- The Washington Times - Tuesday, May 7, 2019

The Trump administration has made progress in rolling back parts of the “administrative state” but hasn’t made a significant dent in the nearly $2 trillion annual cost of federal regulations, according to a report released Tuesday.

Federal regulations were costing the economy $1.9 trillion at the end of 2018 — about in line with where things stood a year earlier and toward the end of the Obama administration, according to the report from the Competitive Enterprise Institute, a free-market think tank.

“Despite the progress made on regulatory reform under President Trump, American consumers and businesses are still on the hook for the ’hidden tax’ of federal regulation,” said Clyde Wayne Crews Jr., the author of the report.

Federal agencies spent $71 billion enforcing all their rules in 2018, up about 5% from last year and 13% from five years ago, Mr. Crews found.

The administration issued 3,368 rules in 2018. That’s up from the 3,281 final rules issued in 2017 — though still an improvement from the 1990s and 2000s, when they regularly topped 4,000 a year, the report said.

The page count for the Federal Register, the general clearinghouse for government regulations, reached 63,645 at the end of 2018. That’s up from the 61,308 at the end of 2017, though it’s still well below the record 95,894 the federal government recorded in 2016 under President Barack Obama.

In 2018, the federal government issued regulations at a rate of 11 for every law Congress enacted. That “Unconstitutionality Index” was down from 34 rules for every law passed by Congress in 2017 and below the average ratio of 28-to-one over the last decade.

“The reality is that the administrative state is alive and well, powering ahead, and the president alone can only do some very limited streamlining,” Mr. Crews wrote in his report.

President Trump recently gave himself historically positive remarks for chipping away at regulations.

“We’ve cut regulations more than any president in the history our country. And that’s in two years,” he said at the National Rifle Association’s annual meetings last month. “It’s one of the reasons our jobs are booming, one of the reasons the economy is booming.”

The administration estimated that in fiscal 2018, it took 176 deregulatory actions — including 57 “significant” actions — as it aimed for a “one in, two out” policy that for every new regulation proposed, an agency had to identify at least two regulations to be repealed.

Combined with 2017 actions, the moves generated an estimated savings of more than $30 billion. That’s notable, but is still dwarfed by the overall context of $1.9 trillion in regulatory costs.

“That progress is further threatened by President Trump’s own regulatory impulses on issues ranging from antitrust enforcement to trade restrictions to food and drug matters, and more,” Mr. Crews said.

He cited one estimate that the administration’s tariffs on various imported goods were reducing U.S. real income by $1.4 billion per month by the end of 2018 — which by itself would overtake the claimed regulatory savings of $31.6 billion for 2017 and 2018 within two years.

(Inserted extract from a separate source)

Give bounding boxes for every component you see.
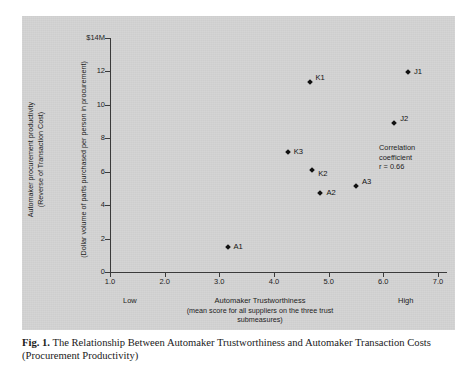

The administration last month did take new steps on the deregulatory front, directing federal agencies to comply with a 1996 law known as the Congressional Review Act in an effort to slow the development of certain new “major” rules.

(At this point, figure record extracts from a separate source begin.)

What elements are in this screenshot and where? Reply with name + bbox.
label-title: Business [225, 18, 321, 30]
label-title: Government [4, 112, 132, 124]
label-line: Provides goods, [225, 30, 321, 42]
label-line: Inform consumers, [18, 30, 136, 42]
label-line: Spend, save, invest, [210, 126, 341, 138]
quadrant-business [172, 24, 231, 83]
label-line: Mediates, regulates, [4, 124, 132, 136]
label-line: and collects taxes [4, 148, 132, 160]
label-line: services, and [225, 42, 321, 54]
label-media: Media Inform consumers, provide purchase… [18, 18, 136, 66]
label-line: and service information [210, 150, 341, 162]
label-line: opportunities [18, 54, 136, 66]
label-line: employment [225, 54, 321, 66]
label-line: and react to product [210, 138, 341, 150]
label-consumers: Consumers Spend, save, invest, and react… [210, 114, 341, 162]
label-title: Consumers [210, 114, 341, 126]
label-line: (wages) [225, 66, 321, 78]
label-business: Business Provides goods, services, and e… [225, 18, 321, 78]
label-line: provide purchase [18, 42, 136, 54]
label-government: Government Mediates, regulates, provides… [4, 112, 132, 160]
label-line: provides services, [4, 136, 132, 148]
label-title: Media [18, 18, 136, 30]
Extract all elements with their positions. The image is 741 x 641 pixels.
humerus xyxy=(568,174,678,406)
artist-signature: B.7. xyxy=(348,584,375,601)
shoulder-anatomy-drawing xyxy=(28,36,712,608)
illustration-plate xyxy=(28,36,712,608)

Democrats and some interest groups have criticized the administration’s deregulatory push, saying it has hurt areas ranging from consumer protection to airline safety.

“Clearly this memo is designed to seize power from independent agencies for the political benefit of the president,” said Amit Narang, a regulatory policy advocate with the group Public Citizen.

But Mr. Crews said that absent congressional support, much of the administration’s efforts could well be temporary.

“A pruned weed is a healthy weed when it comes to the administrative state’s half-hearted rollbacks, so expectations for executive-branch-only reforms must be tempered,” he said in the report.